What is needed:
Every line of the material has to be retyped exactly.

· · · · ·

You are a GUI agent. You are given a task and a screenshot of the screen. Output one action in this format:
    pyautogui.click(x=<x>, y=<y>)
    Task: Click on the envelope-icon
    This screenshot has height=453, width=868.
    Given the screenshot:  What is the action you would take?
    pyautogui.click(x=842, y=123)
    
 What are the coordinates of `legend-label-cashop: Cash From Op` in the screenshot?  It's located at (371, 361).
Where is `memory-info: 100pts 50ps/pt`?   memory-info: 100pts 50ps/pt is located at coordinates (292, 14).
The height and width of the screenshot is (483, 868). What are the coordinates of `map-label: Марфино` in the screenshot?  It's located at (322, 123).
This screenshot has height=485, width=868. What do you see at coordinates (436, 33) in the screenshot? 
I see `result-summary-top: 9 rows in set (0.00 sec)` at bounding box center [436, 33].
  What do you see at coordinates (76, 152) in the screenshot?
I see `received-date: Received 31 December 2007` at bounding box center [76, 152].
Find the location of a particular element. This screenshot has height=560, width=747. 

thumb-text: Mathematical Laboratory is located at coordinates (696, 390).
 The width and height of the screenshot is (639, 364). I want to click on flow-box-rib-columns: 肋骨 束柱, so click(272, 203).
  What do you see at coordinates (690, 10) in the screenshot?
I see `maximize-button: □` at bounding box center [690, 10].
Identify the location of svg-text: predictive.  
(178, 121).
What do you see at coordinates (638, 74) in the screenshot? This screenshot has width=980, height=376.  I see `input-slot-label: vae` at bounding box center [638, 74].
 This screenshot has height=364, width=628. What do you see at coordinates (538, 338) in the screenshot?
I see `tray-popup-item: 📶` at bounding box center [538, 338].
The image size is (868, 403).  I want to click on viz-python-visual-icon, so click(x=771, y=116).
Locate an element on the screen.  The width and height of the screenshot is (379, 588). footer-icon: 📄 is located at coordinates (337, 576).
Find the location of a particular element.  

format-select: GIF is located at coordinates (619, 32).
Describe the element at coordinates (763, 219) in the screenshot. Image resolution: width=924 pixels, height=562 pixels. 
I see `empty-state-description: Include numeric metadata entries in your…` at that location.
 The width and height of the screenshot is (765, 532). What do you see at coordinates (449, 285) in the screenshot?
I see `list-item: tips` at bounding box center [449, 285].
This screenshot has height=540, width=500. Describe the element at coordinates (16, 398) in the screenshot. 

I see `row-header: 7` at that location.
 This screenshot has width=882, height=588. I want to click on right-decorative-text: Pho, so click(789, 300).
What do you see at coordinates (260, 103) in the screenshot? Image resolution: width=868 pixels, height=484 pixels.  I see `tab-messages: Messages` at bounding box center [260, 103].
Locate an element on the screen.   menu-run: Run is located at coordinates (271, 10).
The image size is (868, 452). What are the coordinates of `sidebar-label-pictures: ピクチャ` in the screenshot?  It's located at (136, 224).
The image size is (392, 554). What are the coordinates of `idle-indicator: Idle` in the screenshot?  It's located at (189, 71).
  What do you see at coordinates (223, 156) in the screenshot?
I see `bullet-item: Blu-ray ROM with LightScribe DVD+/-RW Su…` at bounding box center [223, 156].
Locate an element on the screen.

· · · · ·

Solution to this problem:
You are a GUI agent. You are given a task and a screenshot of the screen. Output one action in this format:
    pyautogui.click(x=<x>, y=<y>)
    Task: Click on the envelope-icon
    This screenshot has height=453, width=868.
    Given the screenshot:  What is the action you would take?
    pyautogui.click(x=842, y=123)
    
 What are the coordinates of `legend-label-cashop: Cash From Op` in the screenshot?  It's located at (371, 361).
Where is `memory-info: 100pts 50ps/pt`?   memory-info: 100pts 50ps/pt is located at coordinates (292, 14).
The height and width of the screenshot is (483, 868). What are the coordinates of `map-label: Марфино` in the screenshot?  It's located at (322, 123).
This screenshot has height=485, width=868. What do you see at coordinates (436, 33) in the screenshot? 
I see `result-summary-top: 9 rows in set (0.00 sec)` at bounding box center [436, 33].
  What do you see at coordinates (76, 152) in the screenshot?
I see `received-date: Received 31 December 2007` at bounding box center [76, 152].
Find the location of a particular element. This screenshot has height=560, width=747. 

thumb-text: Mathematical Laboratory is located at coordinates (696, 390).
 The width and height of the screenshot is (639, 364). I want to click on flow-box-rib-columns: 肋骨 束柱, so click(272, 203).
  What do you see at coordinates (690, 10) in the screenshot?
I see `maximize-button: □` at bounding box center [690, 10].
Identify the location of svg-text: predictive.  
(178, 121).
What do you see at coordinates (638, 74) in the screenshot? This screenshot has width=980, height=376.  I see `input-slot-label: vae` at bounding box center [638, 74].
 This screenshot has height=364, width=628. What do you see at coordinates (538, 338) in the screenshot?
I see `tray-popup-item: 📶` at bounding box center [538, 338].
The image size is (868, 403).  I want to click on viz-python-visual-icon, so click(x=771, y=116).
Locate an element on the screen.  The width and height of the screenshot is (379, 588). footer-icon: 📄 is located at coordinates (337, 576).
Find the location of a particular element.  

format-select: GIF is located at coordinates (619, 32).
Describe the element at coordinates (763, 219) in the screenshot. Image resolution: width=924 pixels, height=562 pixels. 
I see `empty-state-description: Include numeric metadata entries in your…` at that location.
 The width and height of the screenshot is (765, 532). What do you see at coordinates (449, 285) in the screenshot?
I see `list-item: tips` at bounding box center [449, 285].
This screenshot has height=540, width=500. Describe the element at coordinates (16, 398) in the screenshot. 

I see `row-header: 7` at that location.
 This screenshot has width=882, height=588. I want to click on right-decorative-text: Pho, so click(789, 300).
What do you see at coordinates (260, 103) in the screenshot? Image resolution: width=868 pixels, height=484 pixels.  I see `tab-messages: Messages` at bounding box center [260, 103].
Locate an element on the screen.   menu-run: Run is located at coordinates (271, 10).
The image size is (868, 452). What are the coordinates of `sidebar-label-pictures: ピクチャ` in the screenshot?  It's located at (136, 224).
The image size is (392, 554). What are the coordinates of `idle-indicator: Idle` in the screenshot?  It's located at (189, 71).
  What do you see at coordinates (223, 156) in the screenshot?
I see `bullet-item: Blu-ray ROM with LightScribe DVD+/-RW Su…` at bounding box center [223, 156].
Locate an element on the screen.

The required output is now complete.